Despite its title, The Italian is Russian. The title derives from a nickname Vanya (Kolya Spiridonov), the film’s 6-year-old protagonist, is given by his fellow “inmates” at a rural Russian orphanage after he is selected for adoption by an Italian couple. The couple comes to visit the orphanage to meet Vanya. They seem to be lovely, warm, prosperous people. They leave with a promise to come back for Vanya in two months, as soon as the paperwork clears. The other kids, with a mix of rueful envy and empathetic admiration, immediately start calling Vanya “the Italian.”

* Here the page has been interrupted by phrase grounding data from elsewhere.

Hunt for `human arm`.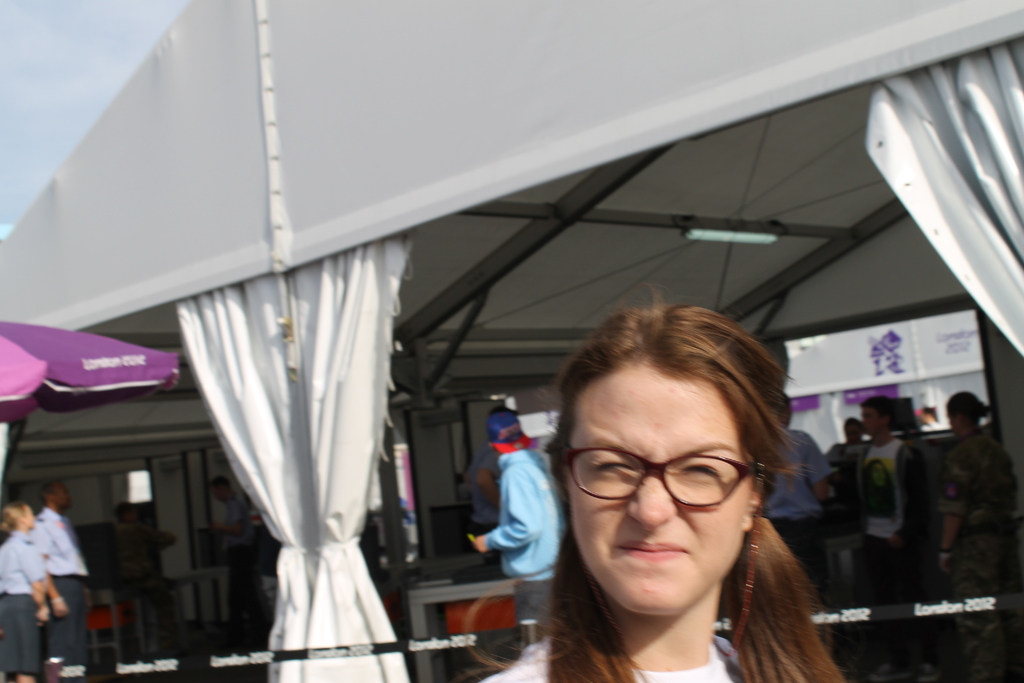
Hunted down at BBox(924, 456, 962, 594).
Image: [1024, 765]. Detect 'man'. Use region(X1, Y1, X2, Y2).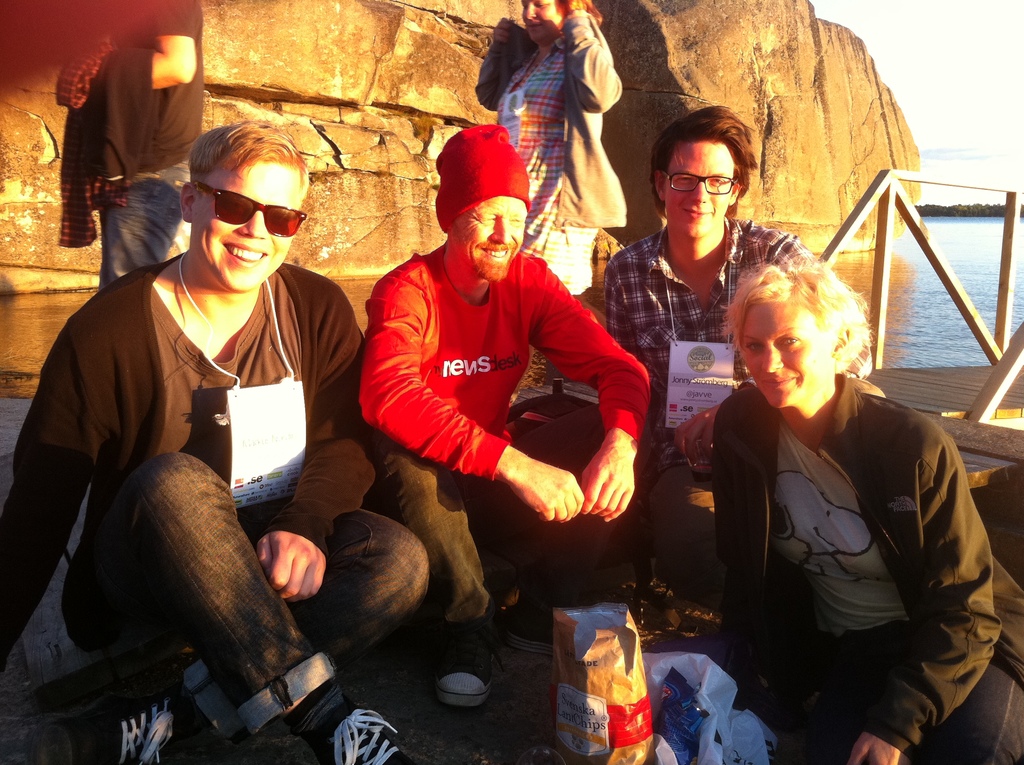
region(0, 118, 434, 764).
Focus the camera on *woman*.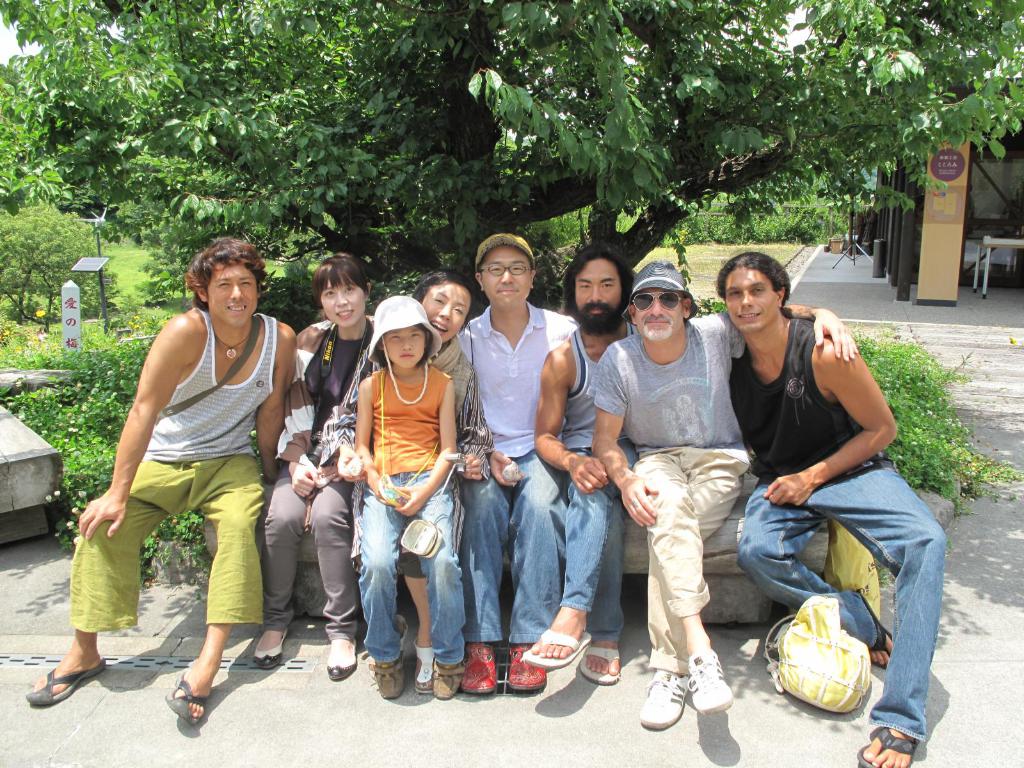
Focus region: 320,266,496,696.
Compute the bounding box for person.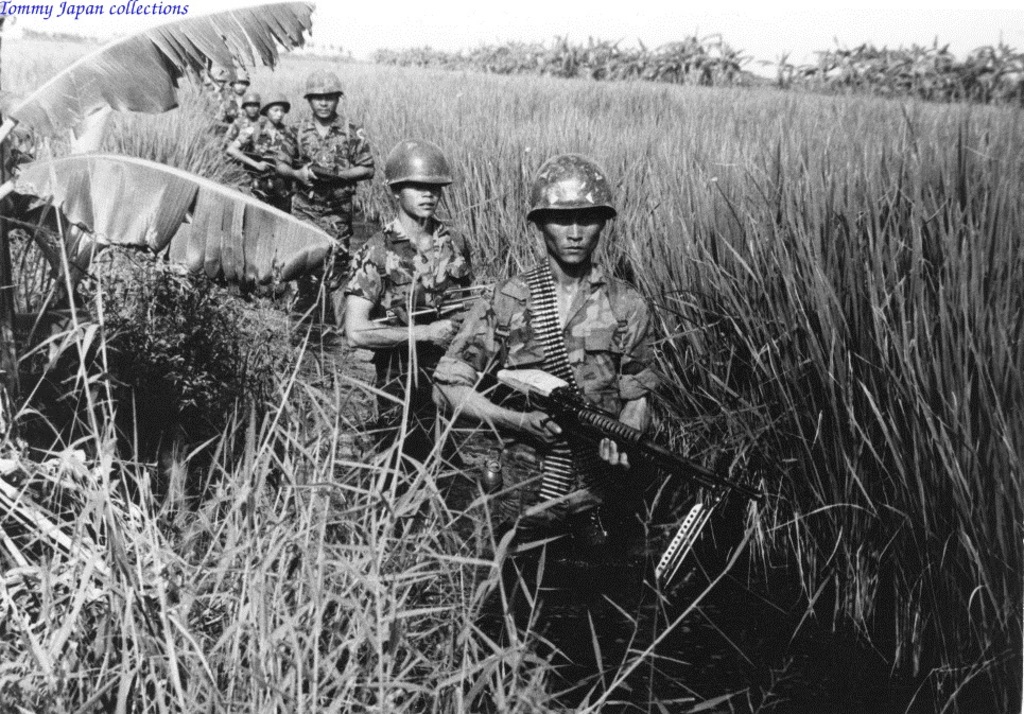
{"x1": 228, "y1": 91, "x2": 295, "y2": 214}.
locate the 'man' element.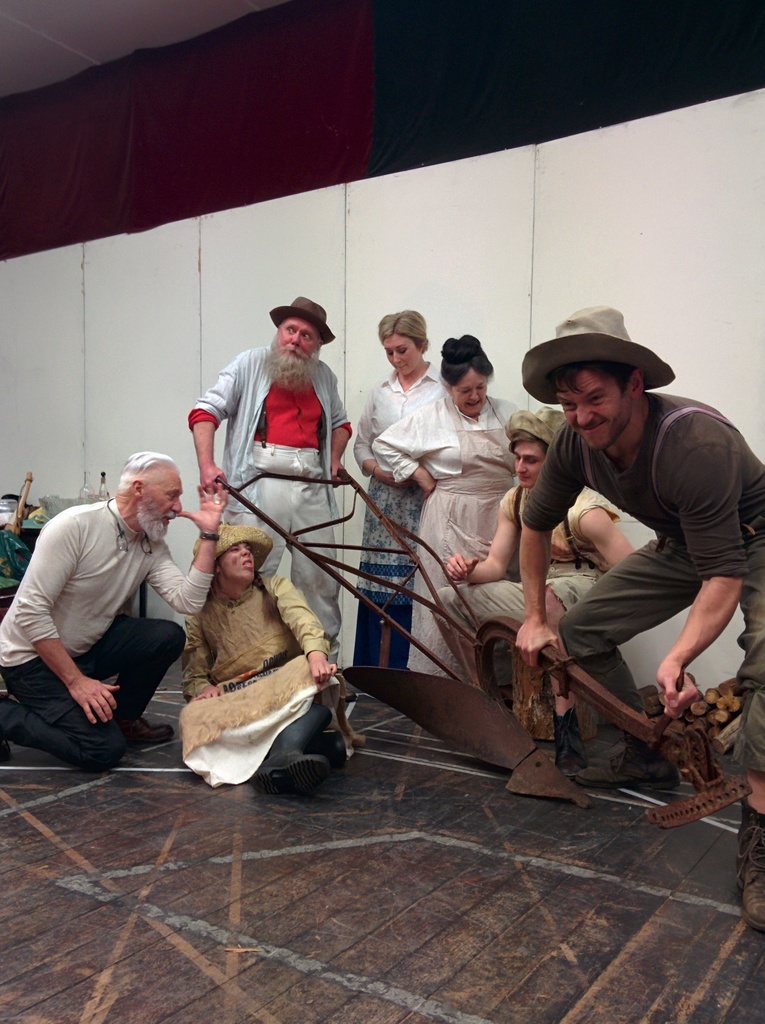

The adoption is a gift — Vanya’s a lucky one. But the two-month gap is enough time to instill doubts in him. First, there’s gossip from another boy about “good foreigners and bad foreigners,” with the bad ones allegedly adopting children only to harvest their organs. This doesn’t do too much to shake Vanya’s interest in being adopted. But soon after, a woman shows up at the orphanage searching for the son she’d abandoned years before. But she’s too late. A foreign couple has recently adopted him. That night, as the boys in Vanya’s room are being put to bed, one boy asks the older girl who is turning off the lights, “But how will she find [her son] now?” And as every boy in the room looks up, it’s clear they’re all really thinking the same thing: Will my mother come back looking for me?

Vanya worries about this, and despite constant counsel from older kids that his real mother will never come and he is very lucky to be adopted, Vanya decides to pursue his birth mother at all costs, which includes an escape from the orphanage.

The Italian is yet another foreign-language flick that’s a nod-to-neorealism children’s story. These types of movies make up an unusually large percentage of foreign-language movies that get widespread American distribution. Perhaps it’s because the plight of a child has a particularly universal emotional grip, one that cuts through language and cultural barriers in ways that other stories don’t. And perhaps it’s because Hollywood studios, and, really, the U.S. indie scene as well, seem incapable of making these kinds of movies.

But as gripping as Vanya’s personal story is and as pure and charismatic a performance as bright-eyed, towheaded young Spiridonov gives, The Italian works best in terms of its bigger picture: its detailed, absorbing depiction of a self-sustaining, Dickensian kid culture within the orphanage (one ruled with an iron-fisted collectivism that seems to be culturally specific) and the bleak post-collapse Russian backdrop the story plays out against.

As the story progresses, a disconnect may emerge between the viewpoint of the film and your own reaction. Director Andrei Kravchuk seems to endorse Vanya’s flight, perhaps instilling in the story a symbolic notion of a broken country healing old wounds. The adoption broker Vanya flees from is a self-serving, low-key Cruella De Vil type, but the adoption itself seems to be very good for him, more so than he — or perhaps Kravchuck — realizes. For much of Vanya’s journey, I found myself helplessly rooting for his capture.